By PLA Amy
The advice I received coming into first year university was pretty predictable — don’t slack off, don’t eat more than one jumbo bag of chips per day, don’t fall behind — but by far, the suggestion that came up the most from family, friends, older students, and even TAs was to learn exactly what the prof was looking for, and give it to him/her. Profs were like Rubik’s Cubes: had a specific writing style they were looking for, certain topics they were interested in, and key discussion points they wanted you to hit on. If you magically aligned all of those criteria, you walked away with an A (or a perfectly solid colour, if we are going to keep this simile going).
I spent the next two years at Queen’s treating essays like formulas, catering every argument and close reading to what I believed the profs and TAs wanted until they all blurred together in my mind. As a friend of mine once said: “University is a game, and you need to figure out as fast as possible how to win.” And win I did. I have a bunch of A-grade papers tucked away somewhere in my closet. But I only have one that sits in the corner of my desk, only one that I look at again and again for inspiration, and only one that I am actually proud of.

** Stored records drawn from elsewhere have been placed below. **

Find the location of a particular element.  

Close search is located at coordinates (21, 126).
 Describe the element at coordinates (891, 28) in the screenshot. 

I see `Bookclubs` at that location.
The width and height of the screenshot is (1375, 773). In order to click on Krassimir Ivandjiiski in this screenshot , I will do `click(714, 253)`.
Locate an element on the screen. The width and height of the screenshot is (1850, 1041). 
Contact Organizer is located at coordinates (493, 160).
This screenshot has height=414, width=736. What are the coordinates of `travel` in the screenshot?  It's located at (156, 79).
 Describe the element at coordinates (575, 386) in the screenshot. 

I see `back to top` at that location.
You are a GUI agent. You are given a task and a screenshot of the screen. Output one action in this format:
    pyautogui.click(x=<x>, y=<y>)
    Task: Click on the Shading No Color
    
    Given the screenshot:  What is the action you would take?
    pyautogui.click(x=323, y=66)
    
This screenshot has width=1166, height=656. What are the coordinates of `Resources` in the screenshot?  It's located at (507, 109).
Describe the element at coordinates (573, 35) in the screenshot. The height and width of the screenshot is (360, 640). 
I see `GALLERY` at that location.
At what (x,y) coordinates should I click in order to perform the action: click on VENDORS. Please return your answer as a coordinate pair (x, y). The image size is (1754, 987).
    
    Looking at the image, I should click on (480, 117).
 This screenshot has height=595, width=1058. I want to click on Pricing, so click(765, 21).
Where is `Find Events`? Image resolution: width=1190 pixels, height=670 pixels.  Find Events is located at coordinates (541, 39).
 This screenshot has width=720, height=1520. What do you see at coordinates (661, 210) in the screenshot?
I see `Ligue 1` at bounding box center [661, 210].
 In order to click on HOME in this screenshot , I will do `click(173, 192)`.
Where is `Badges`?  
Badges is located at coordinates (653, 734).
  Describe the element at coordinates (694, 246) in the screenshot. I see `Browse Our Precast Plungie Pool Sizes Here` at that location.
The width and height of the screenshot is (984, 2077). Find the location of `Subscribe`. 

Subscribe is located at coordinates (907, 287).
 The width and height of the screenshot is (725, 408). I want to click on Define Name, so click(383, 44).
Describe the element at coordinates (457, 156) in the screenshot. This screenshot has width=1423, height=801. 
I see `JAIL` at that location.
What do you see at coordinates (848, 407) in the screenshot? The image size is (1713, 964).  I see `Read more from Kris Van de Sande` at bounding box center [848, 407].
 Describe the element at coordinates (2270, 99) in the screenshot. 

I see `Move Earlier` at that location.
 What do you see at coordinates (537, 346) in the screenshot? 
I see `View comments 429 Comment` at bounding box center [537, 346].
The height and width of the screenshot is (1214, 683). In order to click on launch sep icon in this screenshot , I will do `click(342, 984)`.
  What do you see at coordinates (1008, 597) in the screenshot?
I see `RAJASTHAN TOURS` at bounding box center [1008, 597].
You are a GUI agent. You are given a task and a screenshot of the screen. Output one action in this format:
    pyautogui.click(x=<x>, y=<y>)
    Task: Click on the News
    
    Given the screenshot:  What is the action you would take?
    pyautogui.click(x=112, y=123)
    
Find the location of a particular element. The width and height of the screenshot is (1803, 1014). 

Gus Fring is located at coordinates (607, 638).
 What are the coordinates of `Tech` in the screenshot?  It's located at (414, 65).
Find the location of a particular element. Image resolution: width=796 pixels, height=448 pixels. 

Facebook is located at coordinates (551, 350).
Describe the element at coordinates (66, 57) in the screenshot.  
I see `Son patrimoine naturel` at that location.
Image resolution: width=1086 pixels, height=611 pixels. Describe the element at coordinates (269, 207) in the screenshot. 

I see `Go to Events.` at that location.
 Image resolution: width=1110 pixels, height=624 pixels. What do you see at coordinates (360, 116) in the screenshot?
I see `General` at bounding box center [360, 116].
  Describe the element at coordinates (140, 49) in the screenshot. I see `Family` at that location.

Last year, rather than picking a topic for my culminating research paper in a history course that I knew the prof would like, or that I knew there would be a bounty of information on, I took the risk of actually writing a paper on something I cared about. The prof advised against it because there wasn’t a ton of research on the topic, but I refused to let it go. I dedicated hours of time to digging up research, finding personal testimonies, and brainstorming. By the time my paper was done, it felt so personal and so meaningful that I was a little bit sad it was finished.
Confucius advised to “choose a job you love, and you will never have to work a day in your life,” but I won’t deny that university can feel like work, even in the moments you enjoy it. What I would say is choose a topic you love, and you won’t mind working for a couple of days, or weeks, of your life. Keep in mind the prof’s guidelines, adhere to the proper citation and grammar requirements, and run your idea by your TA, but don’t feel that you have to compromise what you find interesting or quirky or exciting in a text because it might not be your prof’s focus of study.
I would tell you the grade I got on the paper, but that defies my purpose. Pursue your passions, and aim for having a stack of papers you are proud of on your desk or pinned up on your wall, not a whole bunch rotting in the closet. It is through those passion projects that you really “win” at university, in my opinion.